Last Tuesday, the two powerful unions in the oil and gas industry called a wildcat indefinite nationwide strike. Their grouse was their suspicion that the giant regulator, Nigerian National Petroleum Corporation (NNPC), was unbundled. Without verifying the accuracy of their suspicion, Petroleum and Natural Gas Senior Staff Association of Nigeria (PENGASSAN) and National Union of Petroleum and Natural Gas (NUPENG) declared a nationwide strike. Data from Transmission Company of Nigeria (TCN) on Wednesday showed that peak power supply on the national grid fell to an abysmal 1,580.6MW. Meanwhile, power supply hit a new record peak of 5,074.7MW on February 4, 2016, the highest since it achieved the previous peak of 4,883.9MW on November 23, 2015.
TCN did not provide explanation for the precipitous plunge of power supply to 1,580.6 MW except vandalisation. In other words, was the vandalisation perpetrated by the usual criminal vandals seeking to make quick money at the expense of the rest of power consumers across the nation? Or by militants venting their anger on the passive infrastructure in the Niger Delta for real or imagined grievances? Or it was by the staff of the oil and gas sector who went on the nationwide strike called by PENGASSAN and NUPENG and decided to plunge the nation into total darkness.
Whatever the cause, the consequence of shutting down power supply by the saboteurs is predictably devastating to the entire population which relies on the meagre 5,074.7MW output from the national grid. And we would blame NUPENG and PENGASSAN for their blundering, thoughtless and reckless declaration of a nationwide strike the previous day.
Worse still, the unions called off the strike after 24 hours because they were wrong to assume that the sector regulator, the corrupt NNPC, was unbundled as a precursor to sacking some undeclared redundant staff of the corporation.
We want to make it clear to labour leaders that they have every right to call their members out on strike at any time… but as a last resort. They must explore all their legal conflict resolution mechanisms with their managements to resolve disputes through negotiation, arbitration and even adjudication before strike. Moreover, their right to withhold their services is seriously curtailed by the general public’s right to get the power supply services for which they paid the 11 Distribution companies (DISCOs).
Besides, the union leaders’ right to withhold their services does not subsume the right to vandalise equipment and barricade management executives like scabs from accessing company premises. Never mind if the managements decide to provide skeletal services which keep the equipment functioning during the fallow period.
A parallel scenario has played out at the privatised Ikeja Electricity Distribution Company (IKEDC) in Lagos. Since Saturday, residents of the state capital on IKEDC power network have been plunged into total darkness because of a paralysing strike called by Nigerian Union of Electricity Employees (NUEE). Consumers had to resort to fuelling and maintaining primitive, polluting, noisy and expensive generators to supply power for their businesses and domestic needs.
IKEDC was supplying power to consumers for at least eight to 12 hours a day in recent weeks which won it plaudits from consumers across the state. All of them it has suddenly plunged back into total darkness. Of the abysmal low national grid power of 1,580.6MW distributed on Wednesday by TCN to the 11 DISCOs nationwide, IKEDC was to receive 237.09MW but for its strike.
The privatised DISCOs’ managements are waking up to their responsibilities to meet their power supply obligations to consumers. Vexatiously, NUEE and its affiliate unions barricaded IKEDC’s offices since Tuesday, shut down Headquarters, Business Units and all its undertakings. The aggrieved unions’ disruptive actions stemmed from the sack of 400 staff, including a deputy president of NUEE. The management said its workers are not on strike, but the striking unions have barricaded the other staff out of its premises. Meanwhile, the only way it can provide excellent service to consumers is to first sack the 400 incompetent staff and recruit 603 new employees to boost its robust human capital.
We denounce the barricading of IKEDC by the aggrieved unions which chose to outsource their corporate failures onto all consumers who paid their hard-earned money as subscription fees for its services.
Indeed, it is high time the national and state assemblies amend the relevant labour laws to penalise the union executives with all damages caused by vandals and property thieves when unions unilaterally declare wildcat strikes and resort to destruction of corporate assets.
Obviously, Nigerian labour unions are caged in an employers’ market. The large army of unemployed graduates should make their employed counterparts and their unions aim at maximising efficiency in production and service delivery to grow and expand their businesses. In tandem, the wider economy would grow to hire more labour; the unions should not protect their selfish interest by shielding the drunks, the drug addicts, the incompetents, the unproductive and the inefficient staff as workers and union leaders.
Therefore, it makes no sense they call wildcat strikes which punish all consumers and the general public alike. Labour leaders and unions must learn to call incompetent and unproductive members of staff to order for the companies to flourish profitably before the managements resort to mass sack as a last resort – which the unions despise.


§ **EXERCISE PROMPT**
Show every line in the entries below where the word "Locations" appears.

Source records:
>>
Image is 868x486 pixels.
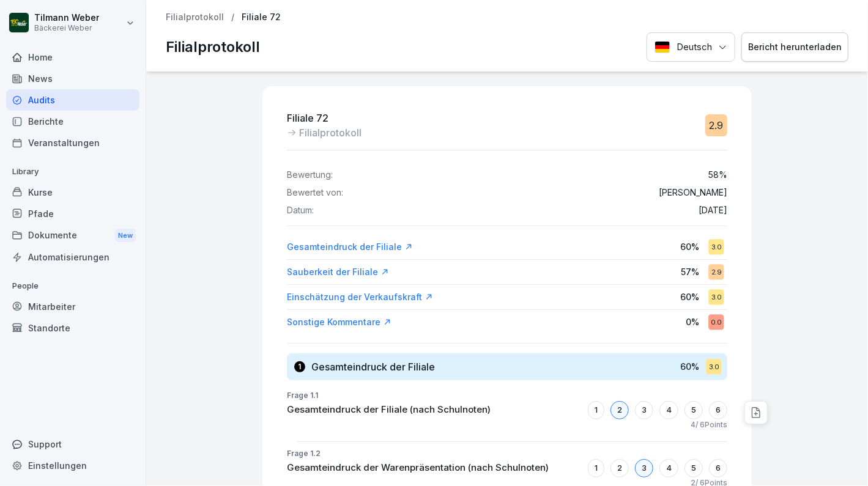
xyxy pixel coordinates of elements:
[6,246,139,268] a: Automatisierungen
[6,296,139,317] a: Mitarbeiter
[6,225,139,247] div: Dokumente
[6,68,139,89] a: News
[287,390,727,401] p: Frage 1.1
[705,114,727,136] div: 2.9
[741,33,848,63] button: Bericht herunterladen
[6,203,139,225] a: Pfade
[684,401,703,420] div: 5
[6,276,139,296] p: People
[647,33,735,63] button: Language
[287,241,413,253] a: Gesamteindruck der Filiale
[287,291,433,303] a: Einschätzung der Verkaufskraft
[287,316,391,328] a: Sonstige Kommentare
[610,401,628,420] div: 2
[659,401,678,420] div: 4
[6,181,139,203] a: Kurse
[680,360,699,373] p: 60 %
[299,125,361,140] p: Filialprotokoll
[6,46,139,68] a: Home
[588,459,604,478] div: 1
[680,265,699,278] p: 57 %
[294,362,305,373] div: 1
[287,206,314,216] p: Datum:
[699,206,727,216] p: [DATE]
[610,459,628,478] div: 2
[748,41,842,54] div: Bericht herunterladen
[6,455,139,477] a: Einstellungen
[680,240,699,253] p: 60 %
[690,420,727,430] p: 4 / 6 Points
[287,266,389,278] a: Sauberkeit der Filiale
[6,132,139,153] a: Veranstaltungen
[708,239,724,255] div: 3.0
[6,317,139,339] a: Standorte
[709,401,727,420] div: 6
[166,13,224,23] a: Filialprotokoll
[231,13,235,23] p: /
[34,24,99,33] p: Bäckerei Weber
[6,433,139,455] div: Support
[287,448,727,459] p: Frage 1.2
[34,13,99,23] p: Tilmann Weber
[287,188,343,198] p: Bewertet von:
[676,41,712,54] p: Deutsch
[708,264,724,280] div: 2.9
[287,170,333,180] p: Bewertung:
[6,89,139,111] a: Audits
[287,403,490,417] p: Gesamteindruck der Filiale (nach Schulnoten)
[287,111,361,125] p: Filiale 72
[684,459,703,478] div: 5
[705,359,721,374] div: 3.0
[635,401,653,420] div: 3
[115,229,136,243] div: New
[685,316,699,328] p: 0 %
[6,111,139,132] a: Berichte
[708,170,727,180] p: 58 %
[588,401,604,420] div: 1
[241,13,281,23] p: Filiale 72
[708,315,724,330] div: 0.0
[287,461,548,475] p: Gesamteindruck der Warenpräsentation (nach Schulnoten)
[654,41,670,53] img: Deutsch
[635,459,653,478] div: 3
[6,225,139,247] a: DokumenteNew
[709,459,727,478] div: 6
[680,290,699,303] p: 60 %
[659,188,727,198] p: [PERSON_NAME]
[708,290,724,305] div: 3.0
[659,459,678,478] div: 4
[311,360,435,373] h3: Gesamteindruck der Filiale
[6,162,139,181] p: Library
[166,36,260,58] p: Filialprotokoll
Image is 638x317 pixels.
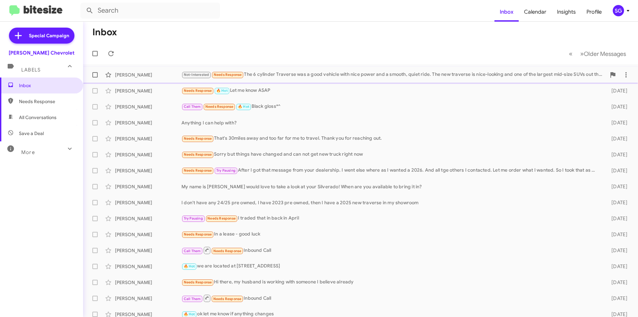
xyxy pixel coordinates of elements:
[19,98,75,105] span: Needs Response
[580,50,584,58] span: »
[607,5,631,16] button: SG
[181,214,601,222] div: I traded that in back in April
[181,230,601,238] div: In a lease - good luck
[601,119,633,126] div: [DATE]
[565,47,577,60] button: Previous
[19,130,44,137] span: Save a Deal
[216,88,228,93] span: 🔥 Hot
[601,279,633,286] div: [DATE]
[115,103,181,110] div: [PERSON_NAME]
[601,135,633,142] div: [DATE]
[115,71,181,78] div: [PERSON_NAME]
[552,2,581,22] a: Insights
[115,167,181,174] div: [PERSON_NAME]
[181,199,601,206] div: I don't have any 24/25 pre owned, I have 2023 pre owned, then I have a 2025 new traverse in my sh...
[115,119,181,126] div: [PERSON_NAME]
[584,50,626,57] span: Older Messages
[601,247,633,254] div: [DATE]
[601,215,633,222] div: [DATE]
[495,2,519,22] a: Inbox
[601,263,633,270] div: [DATE]
[181,151,601,158] div: Sorry but things have changed and can not get new truck right now
[184,104,201,109] span: Call Them
[184,264,195,268] span: 🔥 Hot
[238,104,249,109] span: 🔥 Hot
[115,135,181,142] div: [PERSON_NAME]
[184,168,212,172] span: Needs Response
[601,87,633,94] div: [DATE]
[601,103,633,110] div: [DATE]
[181,183,601,190] div: My name is [PERSON_NAME] would love to take a look at your Silverado! When are you available to b...
[115,183,181,190] div: [PERSON_NAME]
[519,2,552,22] a: Calendar
[115,215,181,222] div: [PERSON_NAME]
[115,231,181,238] div: [PERSON_NAME]
[115,279,181,286] div: [PERSON_NAME]
[115,263,181,270] div: [PERSON_NAME]
[115,295,181,301] div: [PERSON_NAME]
[184,296,201,301] span: Call Them
[581,2,607,22] a: Profile
[115,199,181,206] div: [PERSON_NAME]
[92,27,117,38] h1: Inbox
[576,47,630,60] button: Next
[9,50,74,56] div: [PERSON_NAME] Chevrolet
[29,32,69,39] span: Special Campaign
[184,72,209,77] span: Not-Interested
[184,216,203,220] span: Try Pausing
[184,312,195,316] span: 🔥 Hot
[21,149,35,155] span: More
[184,152,212,157] span: Needs Response
[216,168,236,172] span: Try Pausing
[184,280,212,284] span: Needs Response
[601,199,633,206] div: [DATE]
[19,114,57,121] span: All Conversations
[184,232,212,236] span: Needs Response
[181,135,601,142] div: That's 30miles away and too far for me to travel. Thank you for reaching out.
[19,82,75,89] span: Inbox
[115,151,181,158] div: [PERSON_NAME]
[184,136,212,141] span: Needs Response
[181,262,601,270] div: we are located at [STREET_ADDRESS]
[601,295,633,301] div: [DATE]
[213,249,242,253] span: Needs Response
[213,296,242,301] span: Needs Response
[184,88,212,93] span: Needs Response
[181,103,601,110] div: Black gloss*^
[115,87,181,94] div: [PERSON_NAME]
[601,151,633,158] div: [DATE]
[613,5,624,16] div: SG
[115,247,181,254] div: [PERSON_NAME]
[181,278,601,286] div: Hi there, my husband is working with someone I believe already
[601,231,633,238] div: [DATE]
[181,71,606,78] div: The 6 cylinder Traverse was a good vehicle with nice power and a smooth, quiet ride. The new trav...
[207,216,236,220] span: Needs Response
[184,249,201,253] span: Call Them
[569,50,573,58] span: «
[214,72,242,77] span: Needs Response
[565,47,630,60] nav: Page navigation example
[181,294,601,302] div: Inbound Call
[181,119,601,126] div: Anything I can help with?
[9,28,74,44] a: Special Campaign
[80,3,220,19] input: Search
[601,167,633,174] div: [DATE]
[601,183,633,190] div: [DATE]
[181,167,601,174] div: After I got that message from your dealership. I went else where as I wanted a 2026. And all tge ...
[205,104,234,109] span: Needs Response
[181,246,601,254] div: Inbound Call
[21,67,41,73] span: Labels
[181,87,601,94] div: Let me know ASAP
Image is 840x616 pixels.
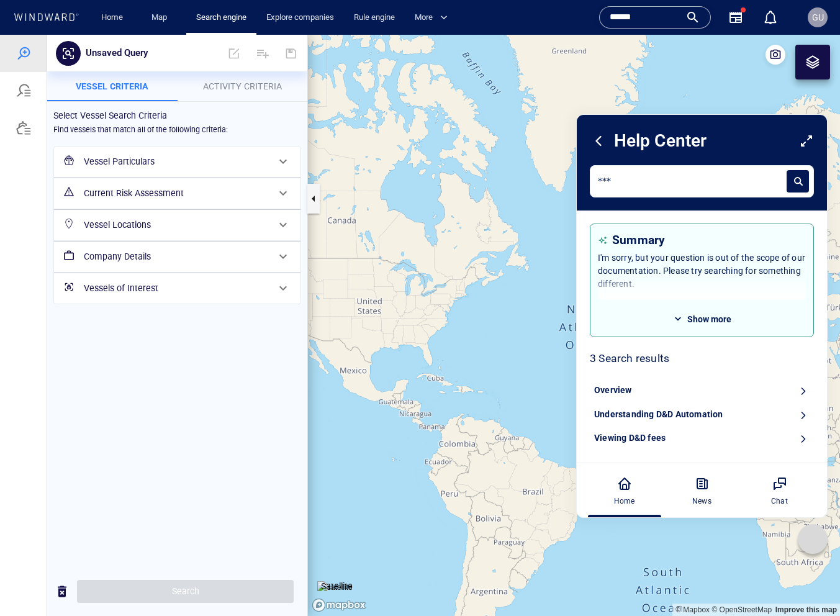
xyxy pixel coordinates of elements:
[410,6,459,28] button: More
[84,151,268,166] h6: Current Risk Assessment
[84,183,268,198] h6: Vessel Locations
[763,10,778,25] div: Notification center
[54,238,301,269] div: Vessels of Interest
[84,119,268,134] h6: Vessel Particulars
[203,47,282,56] span: Activity Criteria
[317,546,352,559] img: satellite
[711,570,772,579] a: OpenStreetMap
[415,10,447,25] span: More
[349,6,400,28] a: Rule engine
[261,6,339,28] a: Explore companies
[321,544,352,559] p: Satellite
[812,12,824,23] span: GU
[146,6,176,28] a: Map
[53,88,228,101] h6: Find vessels that match all of the following criteria:
[54,175,301,205] div: Vessel Locations
[80,6,153,31] button: Unsaved Query
[805,5,830,30] button: GU
[191,6,252,28] a: Search engine
[84,214,268,230] h6: Company Details
[54,112,301,142] div: Vessel Particulars
[53,73,301,88] h6: Select Vessel Search Criteria
[220,4,248,34] span: Edit
[788,560,831,606] iframe: Chat
[97,6,128,28] a: Home
[54,207,301,237] div: Company Details
[92,6,132,28] button: Home
[311,563,366,577] a: Mapbox logo
[676,570,710,579] a: Mapbox
[84,246,268,261] h6: Vessels of Interest
[776,570,837,579] a: Map feedback
[85,10,148,27] p: Unsaved Query
[54,143,301,174] div: Current Risk Assessment
[76,47,148,56] span: Vessel criteria
[142,6,181,28] button: Map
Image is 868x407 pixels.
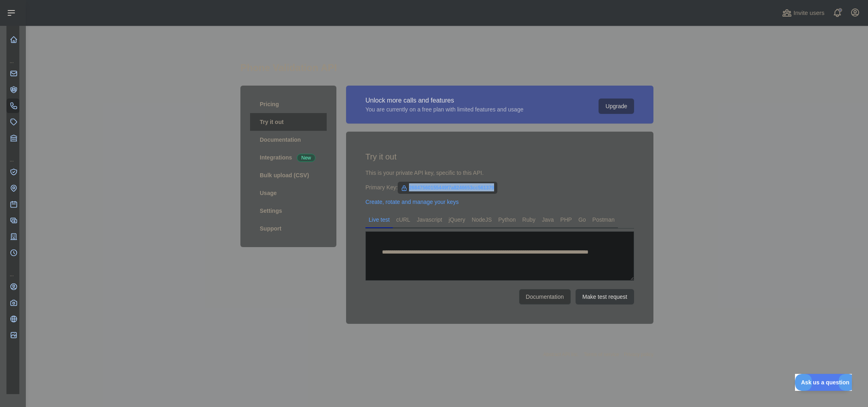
<<
§ **RESULT OF THIS EXERCISE**
[84,183,268,198] h6: Vessel Locations
[54,175,301,205] div: Vessel Locations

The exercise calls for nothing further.